A DeFi market maker, TrustedVolumes, lost approximately $6.7 million in digital assets after an attacker exploited a vulnerability in its custom swap infrastructure on Ethereum. The firm, which operates as a resolver for the 1inch Fusion protocol, confirmed the breach and stated the stolen funds were being held in three separate Ethereum wallets.
"The root cause was a combination of permissionless signer registration, broken replay protection, and an unvalidated transfer source field," Hakan Unal, senior security operations lead at crypto security firm Cyvers, told Decrypt. Security firm Blockaid was first to flag the unauthorized activity, with CertiK later identifying the specific attack vector that allowed the exploiter to register as a trusted signer and drain funds.
The stolen assets include approximately 1,291 Wrapped Ether (WETH), 1.26 million USDC, 206,282 USDT, and 16.93 Wrapped Bitcoin (WBTC), according to data from Blockaid. TrustedVolumes confirmed the total loss and published the three wallet addresses holding the funds, containing roughly $3 million, $3 million, and $700,000 respectively. The firm said on X it was "open to constructive communication regarding a bug bounty and a mutually acceptable resolution."
The decentralized finance aggregator 1inch moved to distance itself from the incident, emphasizing that its core protocol and user funds were not compromised. TrustedVolumes operates its own independent contracts, and while it serves as one of many liquidity sources for 1inch, the exploit was contained to its own systems. "We can confirm that neither 1inch nor any of the 1inch protocols are involved," the platform posted on X, adding that the framing of some reports was "ultimately confusing and harmful."
Attack Vector and Implications
The vulnerability allowed the attacker to gain authorized permissions by calling a public function, a flaw that security experts say could have led to even greater losses. "With replay protection nonfunctional, the attacker could have potentially drained additional approved accounts repeatedly," Cyvers' Unal noted. The incident highlights the persistent security challenges facing DeFi protocols that rely on complex smart contract interactions.
Blockchain analytics firms have reportedly linked the exploiter to a previous incident involving 1inch Fusion in March 2025, suggesting a persistent actor targeting vulnerabilities within the DeFi ecosystem. For its part, 1inch stated it is working with security partners to analyze the exploit and incorporate findings into its ongoing security and integration processes.
This article is for informational purposes only and does not constitute investment advice.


**What is required:**
Pictures are to be omitted, and every entry below is to be restated exactly.

***

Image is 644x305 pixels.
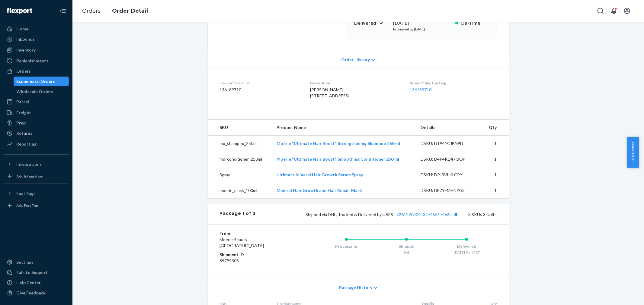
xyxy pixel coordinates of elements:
[16,269,48,276] div: Talk to Support
[608,5,620,17] button: Open notifications
[310,87,349,98] span: [PERSON_NAME] [STREET_ADDRESS]
[16,99,29,105] div: Parcel
[482,183,509,198] td: 1
[220,80,300,85] dt: Flexport Order ID
[220,87,300,93] dd: 136189710
[482,136,509,152] td: 1
[277,156,399,162] a: Moérie "Ultimate Hair Boost" Smoothing Conditioner 250 ml
[16,203,38,208] div: Add Fast Tag
[4,34,69,44] a: Inbounds
[16,280,41,286] div: Help Center
[421,141,477,147] div: DSKU: DT94YCJBN9D
[437,250,497,255] div: [DATE] 9pm PDT
[16,141,37,147] div: Reporting
[595,5,607,17] button: Open Search Box
[14,87,69,96] a: Wholesale Orders
[16,47,36,53] div: Inventory
[421,156,477,162] div: DSKU: D4P4KD47QQF
[4,288,69,298] button: Give Feedback
[4,171,69,181] a: Add Integration
[220,258,292,264] dd: 85794305
[16,120,26,126] div: Prep
[4,97,69,107] a: Parcel
[208,120,272,136] th: SKU
[4,56,69,66] a: Replenishments
[376,250,437,255] div: 9/6
[421,172,477,178] div: DSKU: DPJRVLKLCRY
[16,161,42,167] div: Integrations
[220,252,292,258] dt: Shipment ID
[482,120,509,136] th: Qty
[14,76,69,86] a: Ecommerce Orders
[4,159,69,169] button: Integrations
[4,201,69,211] a: Add Fast Tag
[16,130,32,136] div: Returns
[4,129,69,138] a: Returns
[354,20,388,27] p: Delivered
[277,188,362,193] a: Mineral Hair Growth and Hair Repair Mask
[4,139,69,149] a: Reporting
[17,88,53,94] div: Wholesale Orders
[4,278,69,288] a: Help Center
[16,26,28,32] div: Home
[112,8,148,14] a: Order Detail
[4,268,69,277] a: Talk to Support
[4,45,69,55] a: Inventory
[57,5,69,17] button: Close Navigation
[452,211,460,218] button: Copy tracking number
[16,174,43,179] div: Add Integration
[16,68,31,74] div: Orders
[310,80,400,85] dt: Destination
[4,189,69,198] button: Fast Tags
[16,290,46,296] div: Give Feedback
[256,211,497,218] div: 3 SKUs 3 Units
[306,212,460,217] span: Shipped via DHL, Tracked & Delivered by USPS
[208,151,272,167] td: mo_conditioner_250ml
[208,167,272,183] td: Spray
[16,259,34,265] div: Settings
[393,20,450,27] div: [DATE]
[16,110,31,116] div: Freight
[4,66,69,76] a: Orders
[621,5,633,17] button: Open account menu
[16,36,35,42] div: Inbounds
[482,167,509,183] td: 1
[17,78,55,84] div: Ecommerce Orders
[316,243,376,249] div: Processing
[437,243,497,249] div: Delivered
[421,187,477,193] div: DSKU: DE7YFMHNYG3
[393,27,450,32] p: Promised by [DATE]
[410,80,497,85] dt: Buyer Order Tracking
[7,8,32,14] img: Flexport logo
[4,257,69,267] a: Settings
[277,141,400,146] a: Moérie "Ultimate Hair Boost" Strengthening Shampoo 250 ml
[208,136,272,152] td: mo_shampoo_250ml
[272,120,416,136] th: Product Name
[220,237,264,248] span: Moerie Beauty [GEOGRAPHIC_DATA]
[16,190,36,196] div: Fast Tags
[341,57,370,63] span: Order History
[220,231,292,237] dt: From
[339,285,372,291] span: Package History
[4,118,69,128] a: Prep
[410,87,432,92] a: 136189710
[220,211,256,218] div: Package 1 of 2
[460,20,490,27] p: On-Time
[482,151,509,167] td: 1
[376,243,437,249] div: Shipped
[627,137,639,168] button: Help Center
[16,58,48,64] div: Replenishments
[416,120,482,136] th: Details
[397,212,450,217] a: 9261290304432745517466
[77,2,153,20] ol: breadcrumbs
[208,183,272,198] td: moerie_mask_100ml
[277,172,363,177] a: Ultimate Mineral Hair Growth Serum Spray
[4,108,69,118] a: Freight
[82,8,101,14] a: Orders
[4,24,69,34] a: Home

***

**Answer to this task:**
Image is 644x305 pixels.
xyxy pixel coordinates of elements:
[16,269,48,276] div: Talk to Support
[608,5,620,17] button: Open notifications
[310,87,349,98] span: [PERSON_NAME] [STREET_ADDRESS]
[16,99,29,105] div: Parcel
[482,183,509,198] td: 1
[220,80,300,85] dt: Flexport Order ID
[220,87,300,93] dd: 136189710
[482,136,509,152] td: 1
[277,156,399,162] a: Moérie "Ultimate Hair Boost" Smoothing Conditioner 250 ml
[16,203,38,208] div: Add Fast Tag
[4,34,69,44] a: Inbounds
[16,280,41,286] div: Help Center
[421,141,477,147] div: DSKU: DT94YCJBN9D
[437,250,497,255] div: [DATE] 9pm PDT
[16,141,37,147] div: Reporting
[595,5,607,17] button: Open Search Box
[14,87,69,96] a: Wholesale Orders
[16,47,36,53] div: Inventory
[421,156,477,162] div: DSKU: D4P4KD47QQF
[4,288,69,298] button: Give Feedback
[4,171,69,181] a: Add Integration
[220,258,292,264] dd: 85794305
[16,120,26,126] div: Prep
[4,97,69,107] a: Parcel
[208,120,272,136] th: SKU
[4,56,69,66] a: Replenishments
[376,250,437,255] div: 9/6
[421,172,477,178] div: DSKU: DPJRVLKLCRY
[16,161,42,167] div: Integrations
[220,252,292,258] dt: Shipment ID
[482,120,509,136] th: Qty
[14,76,69,86] a: Ecommerce Orders
[4,159,69,169] button: Integrations
[4,201,69,211] a: Add Fast Tag
[16,130,32,136] div: Returns
[4,129,69,138] a: Returns
[354,20,388,27] p: Delivered
[277,188,362,193] a: Mineral Hair Growth and Hair Repair Mask
[4,139,69,149] a: Reporting
[17,88,53,94] div: Wholesale Orders
[4,278,69,288] a: Help Center
[16,26,28,32] div: Home
[112,8,148,14] a: Order Detail
[4,268,69,277] a: Talk to Support
[4,45,69,55] a: Inventory
[57,5,69,17] button: Close Navigation
[452,211,460,218] button: Copy tracking number
[16,174,43,179] div: Add Integration
[16,68,31,74] div: Orders
[310,80,400,85] dt: Destination
[4,189,69,198] button: Fast Tags
[16,290,46,296] div: Give Feedback
[256,211,497,218] div: 3 SKUs 3 Units
[306,212,460,217] span: Shipped via DHL, Tracked & Delivered by USPS
[208,151,272,167] td: mo_conditioner_250ml
[208,167,272,183] td: Spray
[16,259,34,265] div: Settings
[393,20,450,27] div: [DATE]
[16,110,31,116] div: Freight
[4,66,69,76] a: Orders
[621,5,633,17] button: Open account menu
[16,36,35,42] div: Inbounds
[482,167,509,183] td: 1
[17,78,55,84] div: Ecommerce Orders
[316,243,376,249] div: Processing
[437,243,497,249] div: Delivered
[421,187,477,193] div: DSKU: DE7YFMHNYG3
[393,27,450,32] p: Promised by [DATE]
[410,80,497,85] dt: Buyer Order Tracking
[7,8,32,14] img: Flexport logo
[4,257,69,267] a: Settings
[277,141,400,146] a: Moérie "Ultimate Hair Boost" Strengthening Shampoo 250 ml
[208,136,272,152] td: mo_shampoo_250ml
[272,120,416,136] th: Product Name
[220,237,264,248] span: Moerie Beauty [GEOGRAPHIC_DATA]
[16,190,36,196] div: Fast Tags
[341,57,370,63] span: Order History
[220,231,292,237] dt: From
[339,285,372,291] span: Package History
[4,118,69,128] a: Prep
[410,87,432,92] a: 136189710
[220,211,256,218] div: Package 1 of 2
[460,20,490,27] p: On-Time
[482,151,509,167] td: 1
[376,243,437,249] div: Shipped
[627,137,639,168] button: Help Center
[16,58,48,64] div: Replenishments
[416,120,482,136] th: Details
[397,212,450,217] a: 9261290304432745517466
[77,2,153,20] ol: breadcrumbs
[208,183,272,198] td: moerie_mask_100ml
[277,172,363,177] a: Ultimate Mineral Hair Growth Serum Spray
[4,108,69,118] a: Freight
[82,8,101,14] a: Orders
[4,24,69,34] a: Home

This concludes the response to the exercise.